Even though she struggled to stay awake and scan the horizon, she must have dozed because the sudden and harsh rocking of the lifeboat brought her out of dark dreams. She blinked and looked around, thinking that if she didn’t hold to the side she might be washed overboard. A wake flip-flopped them in the water. Her mind was slow from dehydration, but she tried to piece together what this meant. Then she got it. There had to be something big making those choppy waves. She looked ahead and to both sides. Only emptiness. Then she looked to the stern, and there it was. Looming like a great white mirage. A ship.
Miranda stood, shouted, waved her arms. She grabbed up a blanket and flapped it in the air.
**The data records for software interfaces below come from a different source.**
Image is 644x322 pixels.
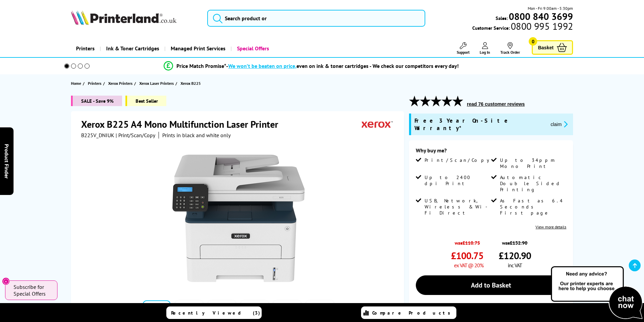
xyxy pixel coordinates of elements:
span: SALE - Save 9% [71,96,122,106]
a: Printers [71,40,100,57]
span: Xerox B225 [180,81,201,86]
span: Up to 2400 dpi Print [425,174,490,187]
a: Printerland Logo [71,10,199,26]
a: Home [71,80,83,87]
div: - even on ink & toner cartridges - We check our competitors every day! [226,62,459,69]
a: View more details [536,225,567,230]
a: Xerox Laser Printers [140,80,175,87]
div: Why buy me? [416,147,567,157]
span: £120.90 [499,250,531,262]
span: 0 [529,37,537,46]
span: Subscribe for Special Offers [14,284,51,297]
a: Log In [480,42,491,55]
input: Search product or [208,10,425,26]
span: Customer Service: [472,23,573,31]
span: was [451,236,484,246]
strike: £132.90 [510,240,528,246]
button: read 76 customer reviews [465,101,527,107]
span: Recently Viewed (3) [171,310,260,316]
a: Track Order [501,42,520,55]
img: Open Live Chat window [550,265,644,321]
span: ex VAT @ 20% [454,262,484,269]
span: We won’t be beaten on price, [228,62,297,69]
li: modal_Promise [55,60,568,72]
img: Xerox B225 [172,152,304,285]
span: Product Finder [3,144,10,179]
a: Printers [88,80,103,87]
span: Log In [480,50,491,55]
span: Up to 34ppm Mono Print [500,157,565,169]
span: £100.75 [451,250,484,262]
a: Recently Viewed (3) [167,307,262,319]
a: Managed Print Services [164,40,231,57]
b: 0800 840 3699 [509,10,573,23]
span: Xerox Laser Printers [140,80,174,87]
span: Mon - Fri 9:00am - 5:30pm [528,5,573,11]
span: Best Seller [125,96,167,106]
a: Xerox Printers [108,80,134,87]
span: was [499,236,531,246]
button: promo-description [549,120,570,128]
img: Printerland Logo [71,10,177,25]
span: 0800 995 1992 [510,23,573,30]
span: Ink & Toner Cartridges [106,40,159,57]
h1: Xerox B225 A4 Mono Multifunction Laser Printer [81,118,285,131]
strike: £110.75 [463,240,480,246]
a: Compare Products [361,307,457,319]
span: Automatic Double Sided Printing [500,174,565,192]
span: Print/Scan/Copy [425,157,494,164]
a: 0800 840 3699 [508,13,573,19]
span: Price Match Promise* [177,62,226,69]
span: USB, Network, Wireless & Wi-Fi Direct [425,198,490,216]
i: Prints in black and white only [162,132,231,138]
span: Printers [88,80,101,87]
span: Basket [538,43,553,52]
span: Home [71,80,81,87]
span: B225V_DNIUK [81,132,114,138]
span: Xerox Printers [108,80,133,87]
span: | Print/Scan/Copy [116,132,155,138]
a: Basket 0 [532,40,573,55]
span: Compare Products [372,310,454,316]
span: Support [457,50,470,55]
span: Sales: [496,15,508,21]
a: Support [457,42,470,55]
button: Close [2,277,10,286]
span: As Fast as 6.4 Seconds First page [500,198,565,216]
span: inc VAT [508,262,522,269]
a: Add to Basket [416,275,567,295]
img: Xerox [362,118,393,131]
span: Free 3 Year On-Site Warranty* [414,117,545,132]
a: Ink & Toner Cartridges [100,40,164,57]
a: Special Offers [231,40,274,57]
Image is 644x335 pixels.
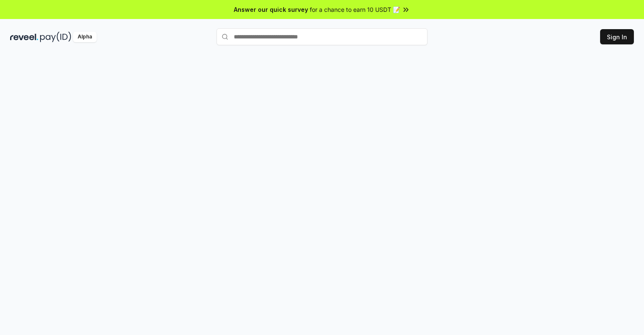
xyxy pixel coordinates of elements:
[600,29,634,44] button: Sign In
[10,32,38,42] img: reveel_dark
[73,32,97,42] div: Alpha
[310,5,400,14] span: for a chance to earn 10 USDT 📝
[40,32,71,42] img: pay_id
[234,5,308,14] span: Answer our quick survey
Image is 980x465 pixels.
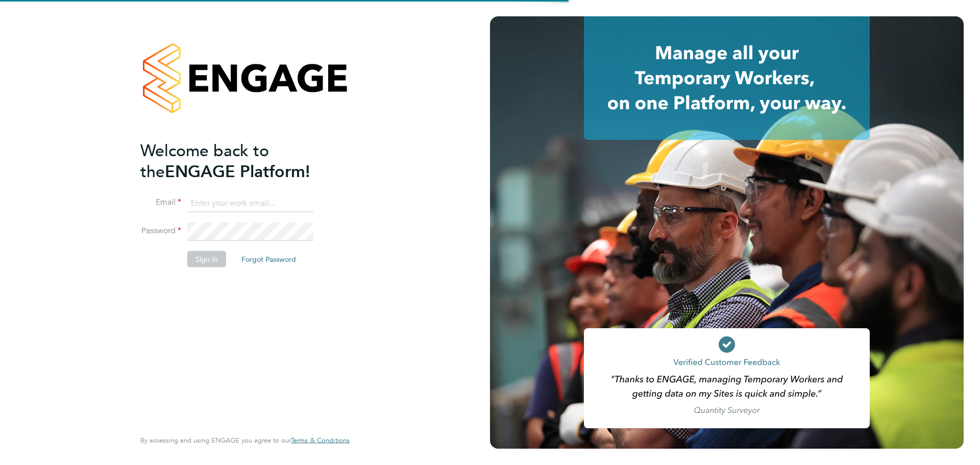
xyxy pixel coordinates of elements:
input: Enter your work email... [187,194,314,212]
span: Welcome back to the [140,140,269,181]
span: By accessing and using ENGAGE you agree to our [140,436,350,444]
button: Forgot Password [234,251,304,267]
label: Email [140,197,181,208]
h2: ENGAGE Platform! [140,140,339,182]
span: Terms & Conditions [291,436,350,444]
button: Sign In [187,251,226,267]
label: Password [140,226,181,236]
a: Terms & Conditions [291,437,350,444]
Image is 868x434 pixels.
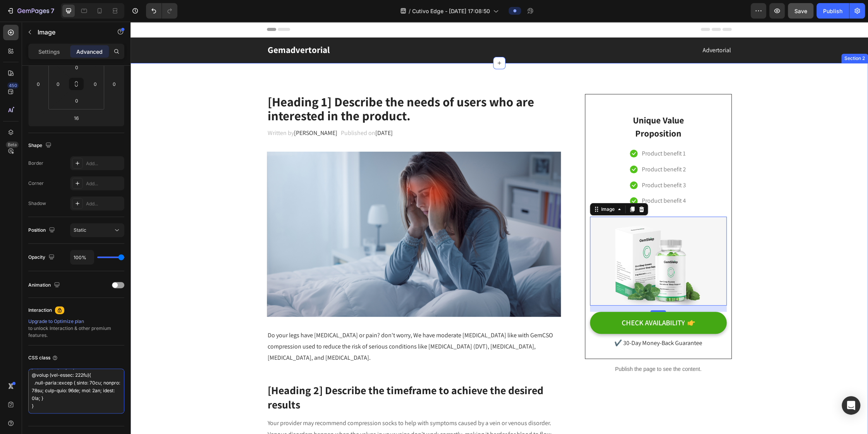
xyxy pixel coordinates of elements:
[409,7,411,15] span: /
[28,280,61,290] div: Animation
[90,78,101,90] input: 0px
[164,107,206,115] span: [PERSON_NAME]
[511,174,555,185] p: Product benefit 4
[7,83,19,89] div: 450
[712,33,736,41] div: Section 2
[136,130,430,295] img: Alt Image
[137,308,429,342] p: Do your legs have [MEDICAL_DATA] or pain? don't worry, We have moderate [MEDICAL_DATA] like with ...
[511,127,555,138] p: Product benefit 1
[70,223,125,237] button: Static
[210,106,262,117] p: Published on
[459,290,596,312] button: CHECK AVAILABILITY
[137,396,429,430] p: Your provider may recommend compression socks to help with symptoms caused by a vein or venous di...
[69,61,85,73] input: 0px
[73,227,86,233] span: Static
[137,23,368,34] p: Gemadvertorial
[86,160,122,167] div: Add...
[33,78,44,90] input: 0
[28,160,43,166] div: Border
[494,92,561,119] p: Unique Value Proposition
[76,48,103,55] p: Advanced
[28,180,43,187] div: Corner
[137,73,429,102] p: [Heading 1] Describe the needs of users who are interested in the product.
[52,78,64,90] input: 0px
[511,142,555,154] p: Product benefit 2
[86,180,122,187] div: Add...
[3,3,58,18] button: 7
[38,28,103,37] p: Image
[454,344,601,351] p: Publish the page to see the content.
[795,8,807,14] span: Save
[28,140,53,151] div: Shape
[6,142,19,148] div: Beta
[28,200,46,207] div: Shadow
[370,23,600,34] p: Advertorial
[469,184,486,191] div: Image
[459,195,596,284] img: Alt Image
[86,201,122,208] div: Add...
[137,106,208,117] p: Written by
[28,318,125,325] div: Upgrade to Optimize plan
[108,78,120,90] input: 0
[28,318,125,339] div: to unlock Interaction & other premium features.
[823,7,842,15] div: Publish
[491,297,554,306] div: CHECK AVAILABILITY
[130,21,868,434] iframe: Design area
[817,3,849,18] button: Publish
[68,112,84,124] input: l
[245,107,262,115] span: [DATE]
[28,354,58,361] div: CSS class
[51,6,54,16] p: 7
[70,250,94,264] input: Auto
[842,396,860,415] div: Open Intercom Messenger
[460,316,595,327] p: ✔️ 30-Day Money-Back Guarantee
[28,307,52,314] div: Interaction
[511,158,555,169] p: Product benefit 3
[146,3,177,18] div: Undo/Redo
[69,95,85,107] input: 0px
[28,226,56,235] div: Position
[137,362,429,390] p: [Heading 2] Describe the timeframe to achieve the desired results
[38,48,60,55] p: Settings
[412,7,490,15] span: Cutivo Edge - [DATE] 17:08:50
[788,3,813,18] button: Save
[28,253,56,263] div: Opacity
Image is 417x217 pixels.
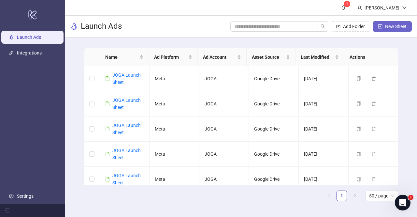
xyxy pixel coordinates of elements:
td: Meta [150,116,199,141]
span: delete [371,151,376,156]
li: Next Page [350,190,360,201]
span: plus-square [378,24,382,29]
span: user [357,6,362,10]
span: right [353,193,357,197]
div: Page Size [365,190,398,201]
span: rocket [70,22,78,30]
td: JOGA [199,116,249,141]
span: menu-fold [5,208,10,212]
th: Name [100,48,149,66]
span: Add Folder [343,24,365,29]
td: [DATE] [299,116,349,141]
span: folder-add [336,24,340,29]
td: Meta [150,66,199,91]
iframe: Intercom live chat [395,194,410,210]
span: copy [356,151,361,156]
span: delete [371,177,376,181]
span: Last Modified [301,53,334,61]
span: left [327,193,331,197]
span: 1 [346,2,348,6]
td: [DATE] [299,141,349,166]
span: Name [105,53,138,61]
td: Meta [150,166,199,192]
td: Meta [150,141,199,166]
span: copy [356,101,361,106]
a: 1 [337,191,347,200]
span: file [105,177,110,181]
span: down [402,6,407,10]
td: JOGA [199,91,249,116]
span: bell [341,5,346,10]
span: search [321,24,325,29]
span: file [105,151,110,156]
button: Add Folder [331,21,370,32]
span: Asset Source [252,53,285,61]
li: Previous Page [323,190,334,201]
a: JOGA Launch Sheet [112,72,141,85]
a: Launch Ads [17,35,41,40]
td: Google Drive [249,91,299,116]
td: JOGA [199,141,249,166]
th: Ad Account [198,48,247,66]
span: 50 / page [369,191,394,200]
a: Integrations [17,50,42,55]
th: Actions [344,48,393,66]
span: 1 [408,194,413,200]
a: JOGA Launch Sheet [112,122,141,135]
button: New Sheet [373,21,412,32]
td: Google Drive [249,66,299,91]
span: copy [356,126,361,131]
td: JOGA [199,66,249,91]
sup: 1 [344,1,350,7]
th: Last Modified [295,48,344,66]
span: delete [371,101,376,106]
span: delete [371,126,376,131]
span: delete [371,76,376,81]
div: [PERSON_NAME] [362,4,402,11]
button: left [323,190,334,201]
td: Google Drive [249,141,299,166]
h3: Launch Ads [81,21,122,32]
td: Google Drive [249,116,299,141]
span: New Sheet [385,24,407,29]
a: JOGA Launch Sheet [112,97,141,110]
th: Ad Platform [149,48,198,66]
li: 1 [336,190,347,201]
td: Google Drive [249,166,299,192]
a: JOGA Launch Sheet [112,148,141,160]
a: Settings [17,193,34,198]
span: copy [356,76,361,81]
a: JOGA Launch Sheet [112,173,141,185]
span: Ad Platform [154,53,187,61]
span: file [105,126,110,131]
span: Ad Account [203,53,236,61]
td: [DATE] [299,166,349,192]
th: Asset Source [247,48,295,66]
span: file [105,76,110,81]
button: right [350,190,360,201]
td: JOGA [199,166,249,192]
td: [DATE] [299,91,349,116]
span: copy [356,177,361,181]
span: file [105,101,110,106]
td: Meta [150,91,199,116]
td: [DATE] [299,66,349,91]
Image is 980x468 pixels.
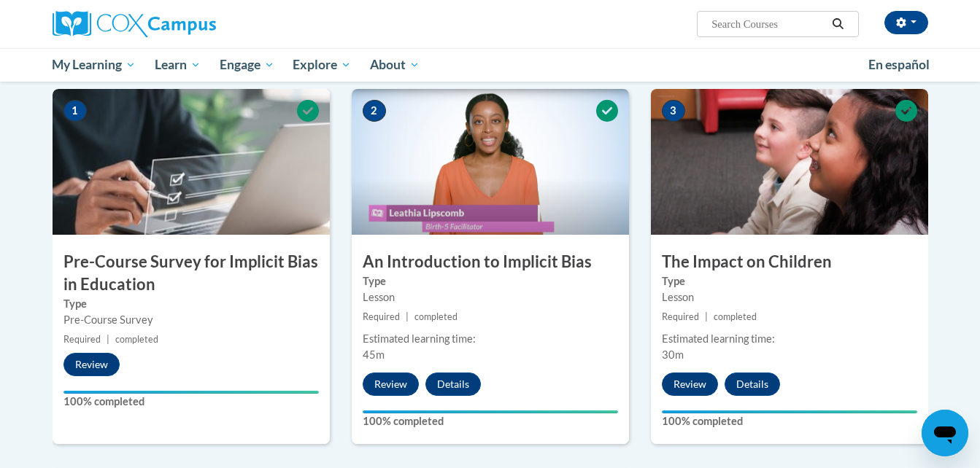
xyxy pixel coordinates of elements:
[63,394,318,409] label: 100% completed
[362,410,618,413] div: Your progress
[63,353,120,376] button: Review
[921,409,968,456] iframe: Button to launch messaging window
[283,48,360,82] a: Explore
[826,15,849,32] button: Search
[651,251,928,273] h3: The Impact on Children
[63,296,318,312] label: Type
[414,311,458,322] span: completed
[219,56,274,73] span: Engage
[425,372,481,396] button: Details
[709,15,826,32] input: Search Courses
[210,48,284,82] a: Engage
[155,56,201,73] span: Learn
[868,57,930,72] span: En español
[293,56,351,73] span: Explore
[362,348,384,361] span: 45m
[662,311,699,322] span: Required
[107,334,110,344] span: |
[713,311,757,322] span: completed
[63,312,318,328] div: Pre-Course Survey
[859,49,939,80] a: En español
[362,372,419,396] button: Review
[662,372,718,396] button: Review
[362,413,618,429] label: 100% completed
[63,100,87,122] span: 1
[31,48,950,82] div: Main menu
[370,56,420,73] span: About
[362,273,618,290] label: Type
[53,11,330,37] a: Cox Campus
[43,48,146,82] a: My Learning
[662,331,917,347] div: Estimated learning time:
[662,290,917,306] div: Lesson
[63,334,100,344] span: Required
[360,48,429,82] a: About
[145,48,210,82] a: Learn
[352,89,629,235] img: Course Image
[53,11,216,37] img: Cox Campus
[662,410,917,413] div: Your progress
[662,348,683,361] span: 30m
[724,372,780,396] button: Details
[662,273,917,290] label: Type
[53,89,330,235] img: Course Image
[406,311,409,322] span: |
[705,311,708,322] span: |
[52,56,136,73] span: My Learning
[651,89,928,235] img: Course Image
[63,391,318,394] div: Your progress
[362,311,400,322] span: Required
[662,100,685,122] span: 3
[362,331,618,347] div: Estimated learning time:
[362,100,386,122] span: 2
[362,290,618,306] div: Lesson
[115,334,158,344] span: completed
[352,251,629,273] h3: An Introduction to Implicit Bias
[662,413,917,429] label: 100% completed
[53,251,330,296] h3: Pre-Course Survey for Implicit Bias in Education
[884,11,928,34] button: Account Settings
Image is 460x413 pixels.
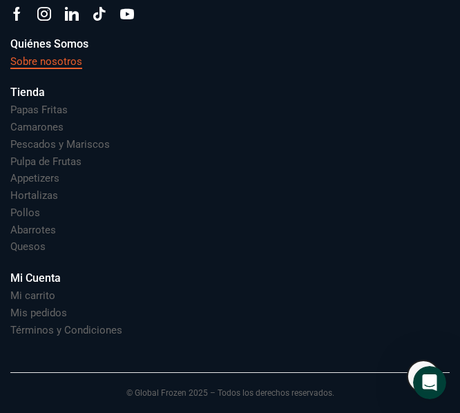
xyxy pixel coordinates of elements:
iframe: Intercom live chat [413,366,447,400]
a: Términos y Condiciones [10,321,122,338]
a: Tienda [10,83,450,101]
h3: Tienda [10,85,45,101]
h3: Mi Cuenta [10,271,61,287]
a: Quiénes Somos [10,35,362,53]
h3: Appetizers [10,171,59,186]
a: Mi Cuenta [10,269,230,287]
h3: Sobre nosotros [10,55,82,69]
h3: Papas Fritas [10,103,68,118]
a: Hortalizas [10,187,58,203]
a: Camarones [10,118,64,135]
a: Pollos [10,204,40,221]
h3: Términos y Condiciones [10,323,122,338]
h3: Abarrotes [10,223,56,238]
h3: Quesos [10,240,46,254]
a: Pulpa de Frutas [10,153,82,169]
h3: Mi carrito [10,289,55,303]
a: Sobre nosotros [10,53,82,69]
a: Abarrotes [10,221,56,238]
a: Pescados y Mariscos [10,135,110,152]
a: Mi carrito [10,287,55,303]
h3: Mis pedidos [10,306,67,321]
a: Appetizers [10,169,59,186]
h3: Camarones [10,120,64,135]
h3: Pollos [10,206,40,221]
a: Quesos [10,238,46,254]
a: Mis pedidos [10,304,67,321]
h3: Pescados y Mariscos [10,138,110,152]
h3: Quiénes Somos [10,37,88,53]
a: Papas Fritas [10,101,68,118]
h3: Hortalizas [10,189,58,203]
h3: Pulpa de Frutas [10,155,82,169]
p: © Global Frozen 2025 – Todos los derechos reservados. [10,373,450,400]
Winker and Ned scrambled to her side. Ned opened the supply box. He held the flare gun so it pointed at the sky and pulled the trigger. It fired, sending a red streak into the air. He stared after the ship, gritting his teeth. “Come around.” He fired again, but this time the flare didn’t discharge. Again he pulled the trigger, but nothing happened.
Ned hurled the gun into the supply box, sank back against the boat, and buried his head in his arms.
Miranda and Winker watched the great ship become smaller until they could no longer see it.
That night they slept apart, shivering. In the morning, Miranda stayed under her blanket, waiting for Winker to call her and dreading another day on watch. It wasn’t until the sun dipped low in the West that she sat up and realized Winker had never awakened her.
She crawled to his blanket and pulled it back. He wasn’t there. She nudged Ned awake. “Winker’s gone.”
It took a moment for him to understand what she meant, and then he said, “He left us.” Ned curled his knees to his chest and pulled the blanket over his face.
Loneliness swallowed her in one gulp, sending her into a pit of hopelessness unlike anything she’d ever experienced. She’d thought the day strangers carted off their farmhouse furniture would be her worst. Then her dad left with a grim goodbye, and that was even more miserable. She’d never expected to face something worse than that. She longed to cry. She longed to drink the sea dry, but when she licked her lips, the saltiness reminded her how terrible even one sip would be.
Sleep was her only escape, so she lay down next to Ned’s bundled form and closed her eyes. She set her mind free and—as if from a great distance, maybe as far away as the moon—looked down on the two of them, the tiny boat and the vast sea. She dreamed of Iowa where the sea only existed in movies and cool water in tall glasses was taken for granted. At first light she stared into another clear day, surprised and not a little disappointed to find herself adrift on a sea and not standing on the Iowa soil of her dreams.
Ned hadn’t moved since last night. She placed her hand on his chest, then snatched it back when she couldn’t feel his heartbeat. Her quick movement made her dizzy, and for a moment, she thought he’d stirred. When her head cleared, she touched him again, feeling for some spark of life. There was none, and a rush of terror shot through her.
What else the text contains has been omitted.